THE VIRGINIAN-PILOT Copyright (c) 1995, Landmark Communications, Inc. DATE: Sunday, September 10, 1995 TAG: 9509080009 SECTION: COMMENTARY PAGE: J4 EDITION: FINAL TYPE: Book Review LENGTH: Medium: 53 lines
Marc Sher's ``Insulted by pledge-break program'' (letter, Aug. 31), denouncing public television's involvement with the likes of Deepak Chopra and Edgar Cayce, contained misinformation.
Edgar Cayce's psychic ability to accurately diagnose illness and recommend physical, medical treatments (often in people he had neither met nor seen) has been documented. The diagnoses and treatments were accurate.
Seventy percent of the people who wrote to Cayce for help or found their way to Virginia Beach had absolutely no interest in ``pyramidology,'' astrology or New Age mumbo-jumbo.
These were people who had been called hopelessly incurable by the finest medical institutions in the United States including the Mayo Clinic and Johns-Hopkins. If people followed the advice given in Cayce's psychic readings (no matter how strange it may seem to skeptics), they completely recovered from their ills.
In the files of the A.R.E. Library are scores of documents, letters and affidavits from people who were cured - by following Cayce's advice - of multiple sclerosis, scleroderma, psoriasis, tuberculosis and hundreds of other diseases.
Edgar Cayce's own wife was diagnosed with tuberculosis in 1910 and was sent home from the hospital to die. Cayce, extremely uneasy about his unusual psychic ability at this point in his life, wanted his wife to follow traditional treatment. When that failed, he gave the readings (in the presence of medical doctors) over the course of eight months for his wife. After following the treatments, Gertrude Cayce completely recovered, never to have a recurrence of TB.
More than 70 percent of the 14,305 separate readings Edgar Cayce gave over the course of 40 years are medical in nature. Less than 30 percent deal with metaphysical subject matter. He was a devout Christian and taught Sunday school in Virginia Beach for better than 20 years.
Physicians like Deepak Chopra, Larry Dossey and other ``alternative medical'' pioneers are giving people hope when mainstream medicine has fallen criminally short in helping them. If their endeavors are - as Professor Sher says in his letter - ``insulting to scientists, educators and rational thinkers,'' then Sher sees with the same shortsighted vision and speaks with the same prejudicial voice as those who persecuted the likes of Galileo and Pasteur.
Thank God that WHRO has the foresight to include modern-day visionaries and healers like Deepak Chopra in its program schedules.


_Required action_.
Go through the data below. Pull out every line that has the word "Image".

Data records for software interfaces

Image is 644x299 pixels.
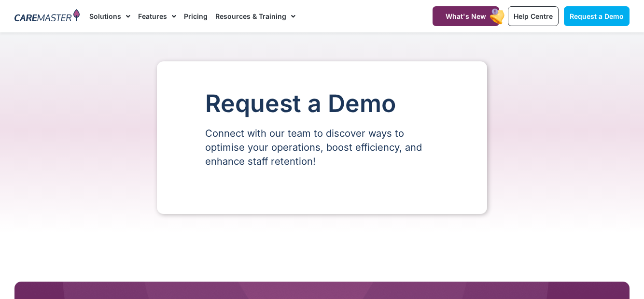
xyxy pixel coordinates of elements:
[508,6,559,26] a: Help Centre
[432,6,499,26] a: What's New
[569,12,624,20] span: Request a Demo
[205,127,439,168] p: Connect with our team to discover ways to optimise your operations, boost efficiency, and enhance...
[205,90,439,117] h1: Request a Demo
[513,12,553,20] span: Help Centre
[446,12,486,20] span: What's New
[564,6,629,26] a: Request a Demo
[15,9,80,24] img: CareMaster Logo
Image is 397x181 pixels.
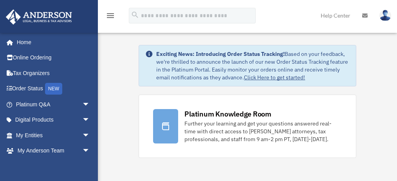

_Answer box_.
Image is 644x299 pixels.
Image is 397x181 pixels.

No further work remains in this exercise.